For these topics and others, we’re excited about DealCatalyst’s “Specialist Lenders’ Forum on Private Credit Finance”, a conference running in London next Thursday. This event does not include the dubious pleasure of me moderating a panel, unlike the UK Mortgage Finance conference in September, but there’s still some great-looking sessions coming up, and the conference theme is nicely chosen — private credit investment in specialty finance has been the defining theme of the last few years in Europe.

Look forward to seeing some Excess Spread readers and friends of the publication over there! Find out more here.

Capital when you need more of it

We talked about Klarna’s risk transfer deal the other day — the product is arguably a slam dunk for a capital-constrained institution with a lot of risky loads and a banking licence.

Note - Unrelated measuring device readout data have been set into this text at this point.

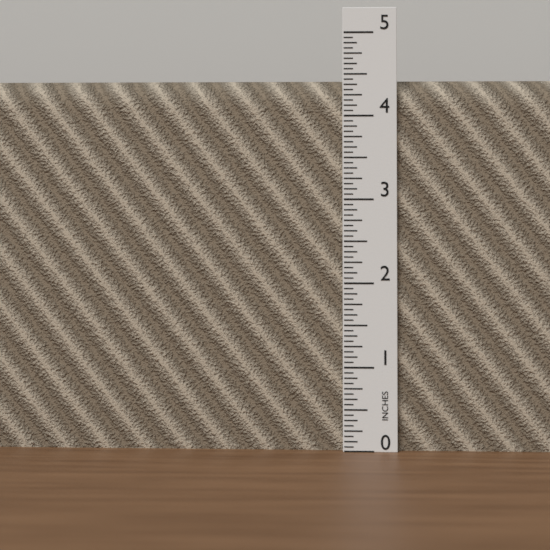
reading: 4.4375 in
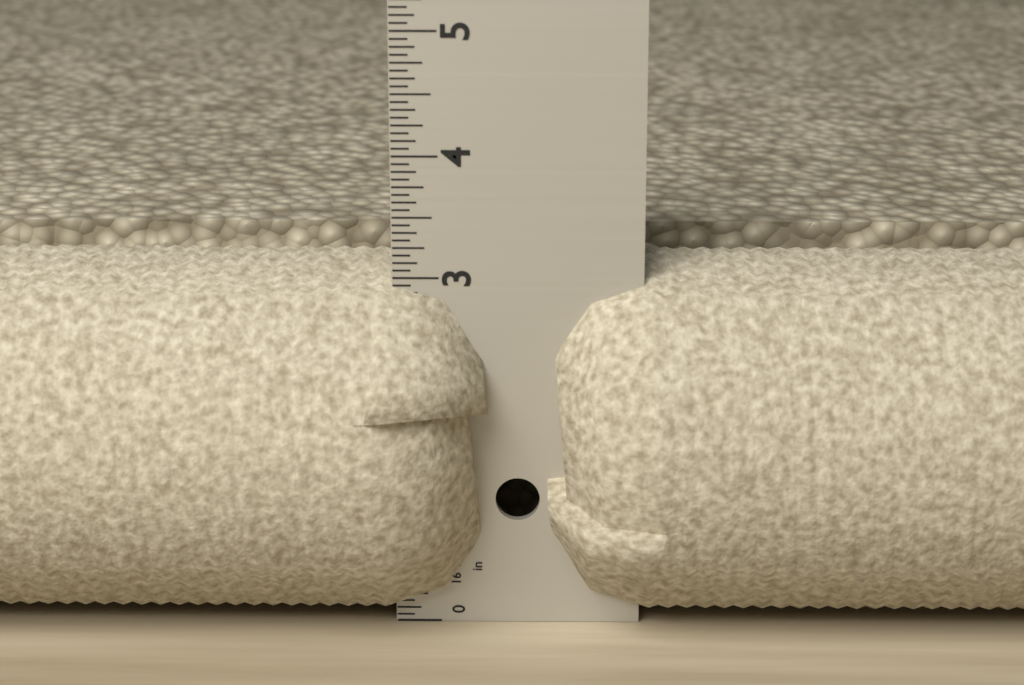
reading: 3.1250 in
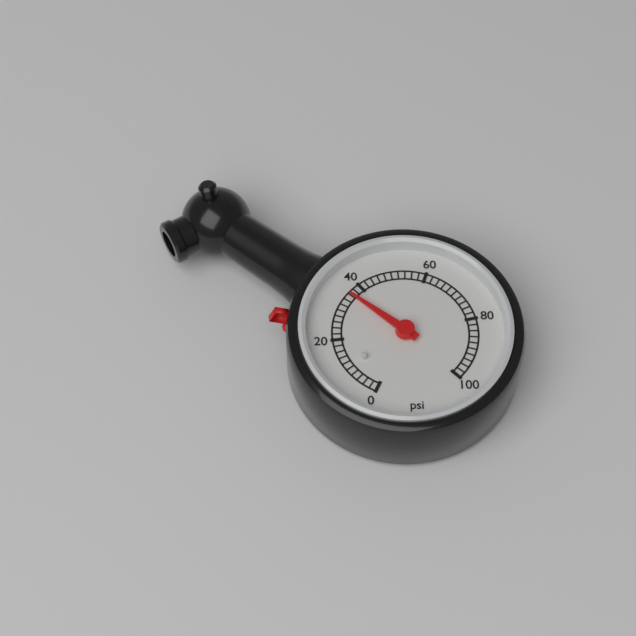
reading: 36 psi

In terms of the specific transaction, one investor described it as “a bit structurally bull market”, with too much flexibility for Klarna to dump bad loans in the portfolio, but never mind, the deal got done.

Now the BNPL giant is said to be in market again, this time with a portfolio of term financing loans it is looking to sell.

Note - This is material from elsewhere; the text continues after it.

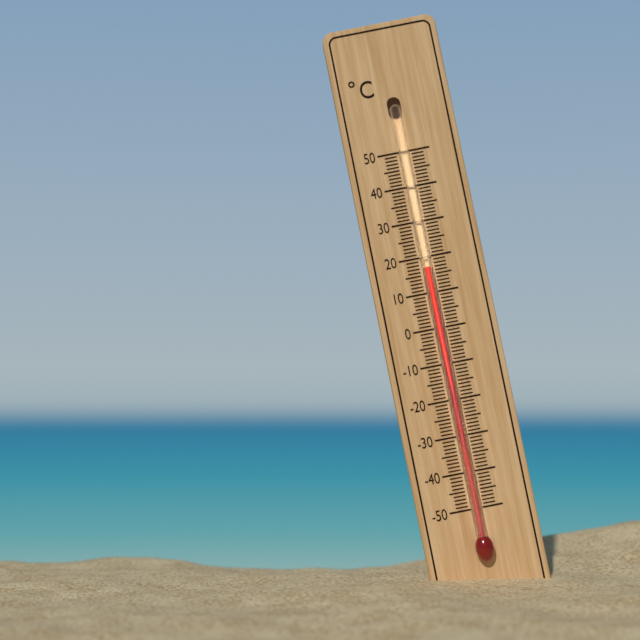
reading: 17 °C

This is a much easier proposition that a portfolio sale on short term BNPL products — you really need to structure BNPL facilities with lots of revolving flexibility, whereas term financing loans might end up with anyone who’s axed in consumer credit. The sale is, in theory, to keep the firm well-supplied with growth capital.

There’s a certain plausibility to this approach. Klarna grew truly monstrous during the tech boom years (look at the €46bn valuation!), but in these more troubled times, it may not have the capital to be everything it was before.

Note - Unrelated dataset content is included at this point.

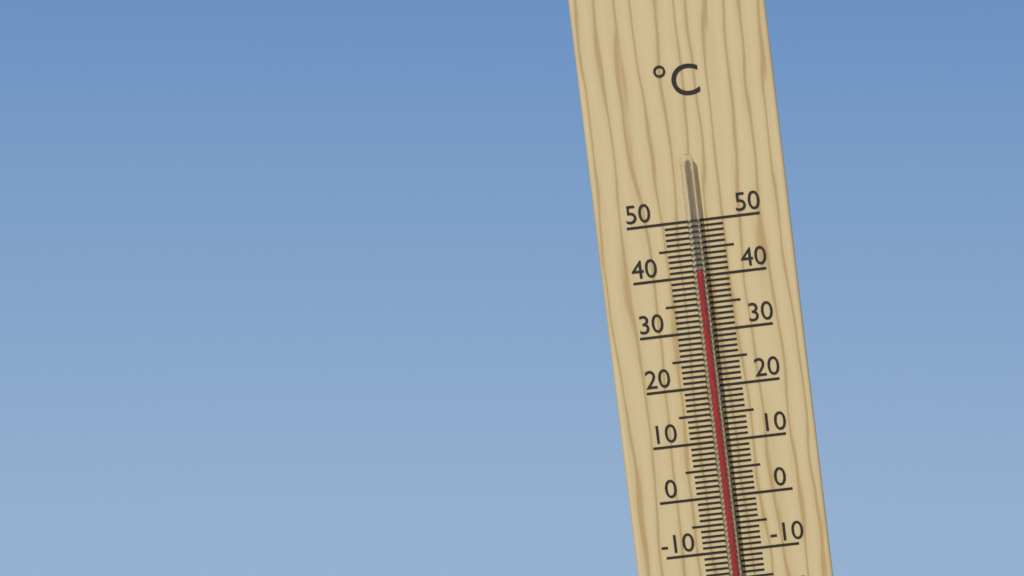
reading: 41 °C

Is it a bank, a lender, a tech firm, a “platform”, an origination engine, a set of retailer relationships, a slick marketing effort?

Whatever it decides to be, perhaps its no longer the best owner for a fat slug of high risk loans, and would be better off focuses on the tech/origination/relationship part.

Even the down-round valuation of $6.5bn is arguably kinda punchy for a negative Ebitda business (you can buy one of the top mortgage lenders in the UK for £300m?) but if it’s justified at all it’s justified by the extraordinary dominance Klarna has achieved. The value of the business is in the fact that Klarna is everywhere, popping up and suggesting a tiny taste of consumer credit at every online point of sale on the internet; if it’s going to weather this particular storm it needs to double down on that dominance….and fund that through the sale of the stuff that might have a better owner, rather than shaking the tin with the venture capitalists again.

We should note here that Klarna didn’t respond to my request for comment on this….the above is my surmise, as per usual. Comments highly appreciated though!